CS 3723
 Programming Languages 
   Types of Grammars  


Material about Grammars:

This is the third of 3 pages about grammars.

  1. Formal Grammars (Introduction)
  2. Derivations, Parse Trees, Ambiguity
  3. Types of Grammars (this page)

Review:

In page 1 above, familiarize yourself with the terms:

  • symbols,
  • alphabet,
  • sentence,
  • language,
  • context-free Grammars (also called: CFG, Formal Grammar, BNF Grammar, Backus-Naur grammar, or just a grammar.

Context-free grammar (CFG):

  • terminal symbols = terminals,
  • non-terminal symbols = non-terminals,
  • replacement rules = rewriting rules, or productions, or just rules
  • derivation = derivation sequence, or replacement sequence

In page 2 above, familiarize yourself with the terms:

  • rightmost derivation,
  • leftmost derivation,
  • parse tree,
  • ambiguity, that is ambiguous grammar.


Regular Grammars:

Regular grammars are a special case of the context-free grammars we have emphasized.

Definition of Regular Grammar: A regular grammar is a CF grammar, where each grammar rule has at most one non-terminal on the right hand side, and if present, this non-terminal must be at the right end. There can be any number of non-terminals in the right-hand side, including none at all.

It turns out that regular grammars generate exactly the same languages as are recognized by finite state automata (that is, NFAs, DFAs, or NFAs with ε-moves). This is also exactly the same languages at are described by regular expressions.

For example, consider the regular expression /b(ab)*/. One corresponding regular grammar is:

    S ---> bT
    T ---> abT | ε
    

The regular expression /(a|b)*abb/ can be described by the regular grammar:

    S ---> aS | bS | abb
    


Context Free Grammars and Their Languages:

The CF grammars describe a much larger collection of languages than the regular languages. A CF grammar is a more powerful tool than a regular grammar, and the definition makes it clear that the regular grammars are a special case of CF grammars. It turns out that there is a class of finite automata that have an additional stack to save items on called PDAs or Push-Down Automata. The languages recognized by PDAs are exactly the same as those described by context-free grammars.

In fact, soon we will study a shift-reduce parser, which is just a finite machine with a stack. A shift-reduce parser can't handle all CF languages. More complicated LR parsers push states as well as symbols onto a stack, and they can handle a larger class of languages, but still not all CF languages.


Unrestricted Grammars:

These grammars allow anything at all on the left side of a rule. For example (here only the lower-case a is terminal):

Context Sensitive
S  ----> ACaB
Ca ----> aaC
CB ----> DB
CB ----> E
aD ----> Da
AD ----> AC
aE ----> Ea
AE ----> ε

This grammar describes the language {ai | i is a positive power of 2}, that is all strings a2n, for n > 0.

One can simulate an arbitrary Turing machine using an unrestricted grammar, which means that one can carry out any computation at all with such a grammar.

Here are some additional examples of unrestricted grammars: Examples1, Examples2, Examples3


Revision date: 2013-09-10. (Please use ISO 8601, the International Standard.)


Work instruction ::
Show the lines below that contain the string "Onboarding".

Data to examine ::
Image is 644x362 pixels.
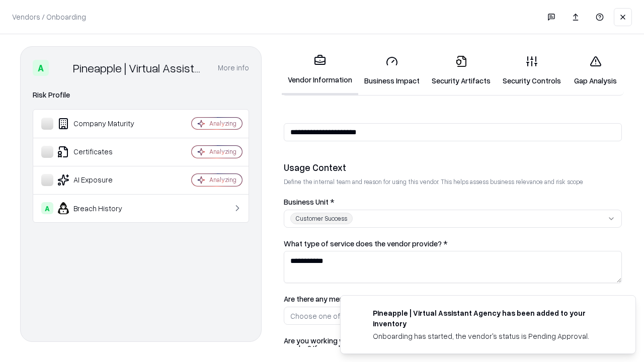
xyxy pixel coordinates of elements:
[567,48,624,94] a: Gap Analysis
[218,59,249,77] button: More info
[41,202,161,214] div: Breach History
[290,213,353,224] div: Customer Success
[290,311,389,321] div: Choose one of the following...
[284,306,622,325] button: Choose one of the following...
[41,146,161,158] div: Certificates
[373,308,611,329] div: Pineapple | Virtual Assistant Agency has been added to your inventory
[53,60,69,76] img: Pineapple | Virtual Assistant Agency
[73,60,206,76] div: Pineapple | Virtual Assistant Agency
[41,202,53,214] div: A
[373,331,611,342] div: Onboarding has started, the vendor's status is Pending Approval.
[284,295,622,303] label: Are there any mentions of AI, machine learning, or data analytics in the product/service of the v...
[12,12,86,22] p: Vendors / Onboarding
[210,119,237,128] div: Analyzing
[33,89,249,101] div: Risk Profile
[282,46,358,95] a: Vendor Information
[284,177,622,186] p: Define the internal team and reason for using this vendor. This helps assess business relevance a...
[210,175,237,184] div: Analyzing
[41,117,161,130] div: Company Maturity
[496,48,567,94] a: Security Controls
[284,161,622,174] div: Usage Context
[41,174,161,186] div: AI Exposure
[210,147,237,156] div: Analyzing
[284,240,622,247] label: What type of service does the vendor provide? *
[358,48,426,94] a: Business Impact
[284,198,622,206] label: Business Unit *
[284,209,622,228] button: Customer Success
[353,308,365,320] img: trypineapple.com
[426,48,496,94] a: Security Artifacts
[33,60,49,76] div: A
[284,337,622,352] label: Are you working with the Bausch and Lomb procurement/legal to get the contract in place with the ...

Exercise answer ::
[373,331,611,342] div: Onboarding has started, the vendor's status is Pending Approval.
[12,12,86,22] p: Vendors / Onboarding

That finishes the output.